The Dead Are Dumb
New age beliefs have made the notion of contacting the dead quaint rather than bizarre. Once upon a time photography was thought capable of offering proof of spooks. Hence the charm of “The Perfect Medium: Photography and the Occult” at theMetropolitan Museum of Art, N.Y.C.(through Dec.31); and, as they say, it’s packing them in. On the surface the exhibition is more sociological thanaesthetic, since it documents the 19th and early 20th century rage for spirit photography, here and abroad.
Visitors are clustered so deep in front of each vintage photo that one can hardly glimpse the ghosts. One way to go is to seek refuge in the catalogue, weighing in at a steep $65, but available for perusal in a convenient nook. Fine with me. Except for the large blow-ups now in fashion, I have never seen a photograph on a wall that did not look better in a book. It is the thinness of the image that makes it real. You can feel it between your forefinger and thumb. Leafing aids looking, and provides the tactility that photographs lack.
Why was there once this flowering of photo-fraud, as demonstrated by “The Perfect Medium?” The general theory is that spiritualism, at least in the U.S., was accelerated by Civil War grief. Johnny was never going to come home. Table-tapping, already established among the vulnerable, yielded to trance-mediums summoning Johnny and other apparitions that could ease the pain and anger. Furthermore, if the dead could talk then we could be privy to the secrets of the afterlife and of future events. This never turned out exactly to be the case. It took awhile for it to set in that death did not make Johnny or Grandma any smarter than when alive. Now we have the folk-trope that the dead don’t know they’re dead, which is why they keep hanging around. Be gone dumb spirits!
Since it was all about lenses, glass plates, and chemicals, photography was scientific. If you could photograph a spirit you could prove life after death and life itself would be less appalling, merely a kind of rehearsal for a new life in which one could run around clad in sheets. You could also evade a good deal of responsibility in the here-and-now.
Now we have channeling, not of the dead but of higher entities with urgent messages, sometimes complex but always banal. Love is the answer, and has been since about 1890. The new age is old. Scholars now deduce that we can credit the late 19th century turn from spiritualism to occultism to Theosophy’s Madam Blavatsky, to the British spirit-chaser Emma Hardinge Britten, and, to my mind, most importantly to the black, American sex-magician Paschal Beverly Randolph, whose weird and wonderful autobiographical novel called The Wonderful Story of Ravalette you can actually read on line. He was born in Gotham’s notorious Five Corners, had audiences with kings, thought women should have pleasure in sex, and trafficked in cocaine and semen-smeared skrying mirrors.
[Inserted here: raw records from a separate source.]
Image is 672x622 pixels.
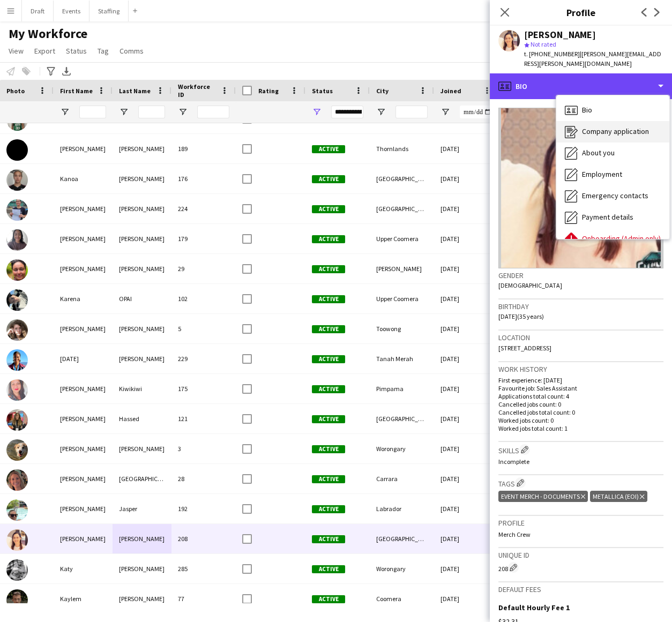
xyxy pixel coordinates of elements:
[434,164,498,193] div: [DATE]
[498,333,663,343] h3: Location
[556,143,669,164] div: About you
[171,194,236,224] div: 224
[8,46,24,56] span: View
[498,518,663,528] h3: Profile
[311,235,345,243] span: Active
[498,270,663,280] h3: Gender
[60,65,73,78] app-action-btn: Export XLSX
[7,229,28,251] img: Kara Roberts
[370,554,434,583] div: Worongary
[311,355,345,363] span: Active
[311,295,345,303] span: Active
[7,559,28,581] img: Katy Hyland
[112,524,171,553] div: [PERSON_NAME]
[498,364,663,374] h3: Work history
[112,434,171,463] div: [PERSON_NAME]
[524,30,596,39] div: [PERSON_NAME]
[44,65,57,78] app-action-btn: Advanced filters
[434,524,498,553] div: [DATE]
[112,284,171,313] div: OPAI
[60,87,93,95] span: First Name
[498,344,552,352] span: [STREET_ADDRESS]
[53,464,112,493] div: [PERSON_NAME]
[498,107,663,268] img: Crew avatar or photo
[79,106,106,118] input: First Name Filter Input
[53,254,112,284] div: [PERSON_NAME]
[119,107,129,116] button: Open Filter Menu
[112,134,171,163] div: [PERSON_NAME]
[530,40,556,48] span: Not rated
[498,602,570,612] h3: Default Hourly Fee 1
[370,194,434,224] div: [GEOGRAPHIC_DATA]
[498,562,663,573] div: 208
[7,589,28,611] img: Kaylem MARTIN
[7,170,28,191] img: Kanoa Esler
[53,284,112,313] div: Karena
[556,228,669,250] div: Onboarding (Admin only)
[7,349,28,370] img: Karma Dantzler
[440,87,461,95] span: Joined
[370,494,434,524] div: Labrador
[376,87,388,95] span: City
[498,550,663,560] h3: Unique ID
[498,384,663,392] p: Favourite job: Sales Assistant
[311,175,345,184] span: Active
[590,491,647,502] div: Metallica (EOI)
[498,584,663,594] h3: Default fees
[370,224,434,253] div: Upper Coomera
[434,494,498,524] div: [DATE]
[311,145,345,153] span: Active
[112,404,171,434] div: Hassed
[460,106,492,118] input: Joined Filter Input
[370,434,434,463] div: Worongary
[370,374,434,403] div: Pimpama
[171,434,236,463] div: 3
[7,87,25,95] span: Photo
[7,139,28,161] img: Kali Morales
[556,185,669,207] div: Emergency contacts
[112,254,171,284] div: [PERSON_NAME]
[53,434,112,463] div: [PERSON_NAME]
[498,457,663,465] p: Incomplete
[53,583,112,613] div: Kaylem
[370,524,434,553] div: [GEOGRAPHIC_DATA]
[370,164,434,193] div: [GEOGRAPHIC_DATA]
[112,344,171,374] div: [PERSON_NAME]
[370,344,434,374] div: Tanah Merah
[98,46,109,56] span: Tag
[376,107,386,116] button: Open Filter Menu
[311,475,345,484] span: Active
[370,134,434,163] div: Thornlands
[498,408,663,416] p: Cancelled jobs total count: 0
[498,302,663,311] h3: Birthday
[434,404,498,434] div: [DATE]
[311,535,345,543] span: Active
[498,376,663,384] p: First experience: [DATE]
[53,134,112,163] div: [PERSON_NAME]
[582,212,633,222] span: Payment details
[7,439,28,461] img: Kate James
[434,134,498,163] div: [DATE]
[434,374,498,403] div: [DATE]
[53,404,112,434] div: [PERSON_NAME]
[112,194,171,224] div: [PERSON_NAME]
[311,266,345,273] span: Active
[524,50,661,67] span: | [PERSON_NAME][EMAIL_ADDRESS][PERSON_NAME][DOMAIN_NAME]
[171,554,236,583] div: 285
[370,284,434,313] div: Upper Coomera
[53,224,112,253] div: [PERSON_NAME]
[8,25,88,42] span: My Workforce
[434,224,498,253] div: [DATE]
[7,409,28,431] img: Kate Hassed
[311,505,345,513] span: Active
[582,126,649,136] span: Company application
[171,314,236,343] div: 5
[4,44,28,58] a: View
[119,87,151,95] span: Last Name
[311,595,345,603] span: Active
[489,74,672,99] div: Bio
[53,344,112,374] div: [DATE]
[112,494,171,524] div: Jasper
[370,314,434,343] div: Toowong
[60,107,70,116] button: Open Filter Menu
All three luminaries exhibited youthful traces of mediumship, but each in his or her own way outgrew that talent and moved spiritualism to occultism. Occultism, as opposed to spiritualism, is overtly Self-centered. Everyone can become his or her own medium and you don’t need someone else to summon spirits who might provide mystic truths. Least we forget, even the Elizabethan sage John Dee needed thumb-less thief Edward Kelly to be his medium. Suddenly in the spirit of Andrew Carnegie (and Randolph) you could do it yourself. And, like the sagacious Dee, who was an advisor to Queen Elizabeth and a model for Shakespeare’s Prospero, we wanted angel advisors, not some dead Civil War soldier or Grandma speaking from beyond the grave.
Spirit Photo:
Eugene Thiebault: Henri Robin and Specter
Poetry in Gauze
We now find it poignant that our ancestors could have been fooled by double-exposures, actors in tights, and gauze — tons of gauze — coming out of the mouth’s of mediums, hovering, bolts of ectoplasm floating here and there. Gauze of course is used in bandaging so perhaps there was an inadvertent metaphor involved.
I suspect that the popularity of this exhibition has to do with 9/11, Katrina, Iraq, and other catastrophes. Add here this week’s earthquake in Pakistan. Life again no longer makes sense. Or, as a simpler explanation, is this unexpected crowd-pleaser an illustration of the constant need to feel superior to our ancestors? How could they be tricked so easily? Was photography that trusted? We know better now, don’t we? And yet we are easily fooled by charts and maps purportedly showing factories producing weapons of mass destruction.
And aesthetics? Because of the universal acceptance of set-up photography and because Photoshop and other digital image-altering tools allow even amateurs to amend images at will, we should no longer trust photography. It is a fiction. So spirit photography, primitive as it was is the ancestor of contemporary photographic practice.
The notion that photography can be fool-proof, that the visual is necessarily evidence for the invisible is indeed naive. But it is not witty. Ghosts are rarely seen and when seen are glimpsed slightly out of the range of direct vision or quickly in mirrors. Find me the apparatus that can photograph a scent, or a sudden drop in temperature. Or a poignant memory. Or hope.
For more ghosts, please visit my recent column called “Ghosts of Staten Island.”
Archive at upperright, to September, scroll down to September 6.